SIMON BIRMINGHAM: I think he stumbled over a word once in an interview yesterday, and in fairness Barnaby was with Tony Abbott and I down on Hindmarsh Island by the Murray Mouth yesterday morning. I have taken him to the Coorong, I’ve taken him to Meningie, I’ve taken him up through the Riverland. I’ve done the same with Tony Abbott. I haven’t seen Julia Gillard anywhere near the River Murray or the Lower Lakes for, well, ever.
 
MATTHEW ABRAHAM: And Julia Gillard confused Medindie … with Menindee, and does it show both leaders do not have a handle on it? Tony Abbott’s hardly been known for trudging around. He looked like a fish out of water down at the Lakes yesterday.
 
SIMON BIRMINGHAM: In fairness, it was a blowing a gale and he was dressed for a day of varying commitments.
 
MATTHEW ABRAHAM: How long we he down there yesterday?
 
SIMON BIRMINGHAM: Yesterday Tony was down there for a couple of hours.
 
MATTHEW ABRAHAM: And how long has he spent in total as Leader down there?
 
SIMON BIRMINGHAM: I haven’t run a stopwatch but I…
 
MATTHEW ABRAHAM: What do you reckon, three hours, four hours?
 
SIMON BIRMINGHAM: But I’ve had Tony up around Murray Bridge region, on a houseboat talking to operators looking at the riverbank slumpages there. I’ve had him at the site of the proposed Wellington weir. I’m had him trudging around the sides of Lake Alexandrina. He’s been up there during his time as Leader.

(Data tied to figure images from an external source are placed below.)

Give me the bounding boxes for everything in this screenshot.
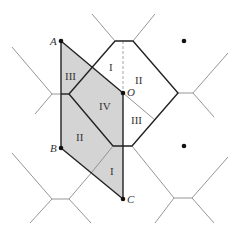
shaded-unit-cell (61, 41, 123, 199)
region-label: IV (99, 100, 111, 112)
point-label-C: C (127, 193, 135, 205)
region-label: I (109, 61, 113, 73)
region-label: III (131, 114, 142, 126)
voronoi-diagram: A B C O III I II IV III II I (0, 0, 238, 231)
region-label: I (110, 165, 114, 177)
region-label: II (76, 131, 84, 143)
point-C-dot (121, 197, 126, 202)
lattice-dot-upper-right (182, 39, 187, 44)
point-A-dot (59, 39, 64, 44)
point-label-O: O (127, 86, 135, 98)
region-label: II (135, 74, 143, 86)
point-label-A: A (49, 35, 57, 47)
lattice-dot-lower-right (182, 144, 187, 149)
region-label: III (65, 70, 76, 82)
point-label-B: B (50, 142, 57, 154)
point-O-dot (121, 91, 126, 96)
diagram-canvas: A B C O III I II IV III II I (0, 0, 238, 231)
point-B-dot (59, 146, 64, 151)
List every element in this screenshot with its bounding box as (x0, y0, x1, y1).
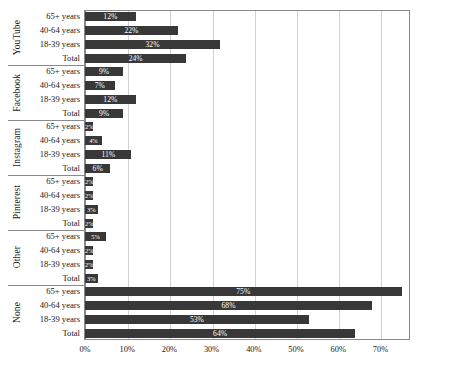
axis-tick-label: 65+ years (46, 10, 80, 23)
axis-tick-label: 18-39 years (40, 203, 80, 216)
tick-label-column: 65+ years40-64 years18-39 yearsTotal (26, 285, 80, 340)
bar-value-label: 4% (89, 136, 98, 145)
bar-value-label: 12% (103, 12, 117, 21)
group-label-text: None (12, 302, 22, 323)
bar-row: 6% (85, 164, 410, 173)
group-label-instagram: Instagram (8, 120, 26, 175)
axis-tick-label: Total (62, 52, 80, 65)
bar-value-label: 3% (87, 205, 96, 214)
axis-tick-label: 18-39 years (40, 38, 80, 51)
tick-label-column: 65+ years40-64 years18-39 yearsTotal (26, 10, 80, 65)
axis-tick-label: 18-39 years (40, 313, 80, 326)
axis-tick-label: 40-64 years (40, 24, 80, 37)
x-axis-tick: 70% (373, 345, 388, 354)
bar-value-label: 68% (222, 301, 236, 310)
axis-tick-label: 40-64 years (40, 189, 80, 202)
axis-tick-label: 65+ years (46, 175, 80, 188)
group-separator (8, 285, 85, 286)
category-group-facebook: Facebook65+ years40-64 years18-39 yearsT… (8, 65, 85, 120)
bar-value-label: 32% (146, 40, 160, 49)
group-separator (8, 65, 85, 66)
axis-tick-label: 65+ years (46, 65, 80, 78)
bar-row: 5% (85, 232, 410, 241)
axis-tick-label: Total (62, 217, 80, 230)
bar-value-label: 53% (190, 315, 204, 324)
bar-row: 4% (85, 136, 410, 145)
bar-value-label: 24% (129, 54, 143, 63)
group-separator (8, 230, 85, 231)
bar-value-label: 2% (85, 260, 94, 269)
bar-row: 3% (85, 274, 410, 283)
bar-value-label: 6% (93, 164, 103, 173)
bar-row: 12% (85, 12, 410, 21)
x-axis-tick: 30% (204, 345, 219, 354)
tick-label-column: 65+ years40-64 years18-39 yearsTotal (26, 65, 80, 120)
bar-row: 7% (85, 81, 410, 90)
x-axis-tick: 40% (246, 345, 261, 354)
bar-row: 75% (85, 287, 410, 296)
group-label-none: None (8, 285, 26, 340)
axis-tick-label: 18-39 years (40, 148, 80, 161)
x-axis-tick: 20% (162, 345, 177, 354)
group-label-text: Instagram (12, 128, 22, 167)
category-axis: YouTube65+ years40-64 years18-39 yearsTo… (8, 10, 85, 340)
bar-row: 2% (85, 122, 410, 131)
x-axis-tick: 50% (288, 345, 303, 354)
axis-tick-label: 40-64 years (40, 244, 80, 257)
category-group-instagram: Instagram65+ years40-64 years18-39 years… (8, 120, 85, 175)
bar-value-label: 11% (101, 150, 115, 159)
group-label-pinterest: Pinterest (8, 175, 26, 230)
bar-row: 9% (85, 109, 410, 118)
tick-label-column: 65+ years40-64 years18-39 yearsTotal (26, 120, 80, 175)
bar-value-label: 9% (99, 109, 109, 118)
group-label-text: Facebook (12, 74, 22, 112)
bar-value-label: 2% (85, 219, 94, 228)
axis-tick-label: 18-39 years (40, 93, 80, 106)
bar-value-label: 2% (85, 191, 94, 200)
category-group-none: None65+ years40-64 years18-39 yearsTotal (8, 285, 85, 340)
bar-row: 64% (85, 329, 410, 338)
bar-value-label: 9% (99, 67, 109, 76)
axis-tick-label: 40-64 years (40, 134, 80, 147)
bar-row: 3% (85, 205, 410, 214)
bar-value-label: 3% (87, 274, 96, 283)
tick-label-column: 65+ years40-64 years18-39 yearsTotal (26, 230, 80, 285)
bars-layer: 12%22%32%24%9%7%12%9%2%4%11%6%2%2%3%2%5%… (85, 10, 410, 340)
x-axis-tick: 60% (331, 345, 346, 354)
axis-tick-label: Total (62, 107, 80, 120)
group-label-other: Other (8, 230, 26, 285)
bar-row: 2% (85, 177, 410, 186)
bar-row: 22% (85, 26, 410, 35)
bar-row: 2% (85, 260, 410, 269)
bar-chart: YouTube65+ years40-64 years18-39 yearsTo… (0, 0, 450, 366)
axis-tick-label: 65+ years (46, 230, 80, 243)
axis-tick-label: 18-39 years (40, 258, 80, 271)
group-label-text: YouTube (12, 20, 22, 55)
tick-label-column: 65+ years40-64 years18-39 yearsTotal (26, 175, 80, 230)
bar-row: 68% (85, 301, 410, 310)
bar-value-label: 5% (91, 232, 100, 241)
axis-tick-label: 65+ years (46, 285, 80, 298)
axis-tick-label: Total (62, 272, 80, 285)
bar-row: 9% (85, 67, 410, 76)
axis-tick-label: Total (62, 162, 80, 175)
group-label-text: Other (12, 246, 22, 268)
bar-row: 11% (85, 150, 410, 159)
bar-row: 2% (85, 191, 410, 200)
category-group-other: Other65+ years40-64 years18-39 yearsTota… (8, 230, 85, 285)
bar-row: 2% (85, 219, 410, 228)
x-axis-tick: 10% (120, 345, 135, 354)
category-group-youtube: YouTube65+ years40-64 years18-39 yearsTo… (8, 10, 85, 65)
axis-tick-label: 65+ years (46, 120, 80, 133)
bar-row: 24% (85, 54, 410, 63)
group-label-facebook: Facebook (8, 65, 26, 120)
x-axis: 0%10%20%30%40%50%60%70% (85, 341, 410, 359)
bar-value-label: 7% (95, 81, 105, 90)
group-separator (8, 120, 85, 121)
bar-row: 53% (85, 315, 410, 324)
group-label-youtube: YouTube (8, 10, 26, 65)
bar-value-label: 2% (85, 177, 94, 186)
bar-value-label: 22% (124, 26, 138, 35)
category-group-pinterest: Pinterest65+ years40-64 years18-39 years… (8, 175, 85, 230)
bar-value-label: 64% (213, 329, 227, 338)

And remember that his first keynote speech as Leader, back in January this year, he talked about fixing the River Murray as a priority. He highlighted it in the biggest speech of the election campaign – his campaign launch speech on Sunday – and he’s got a real detailed policy, whereas all Labor has released is two press releases.
 
MATTHEW ABRAHAM: Simon Birmingham, thank you very much.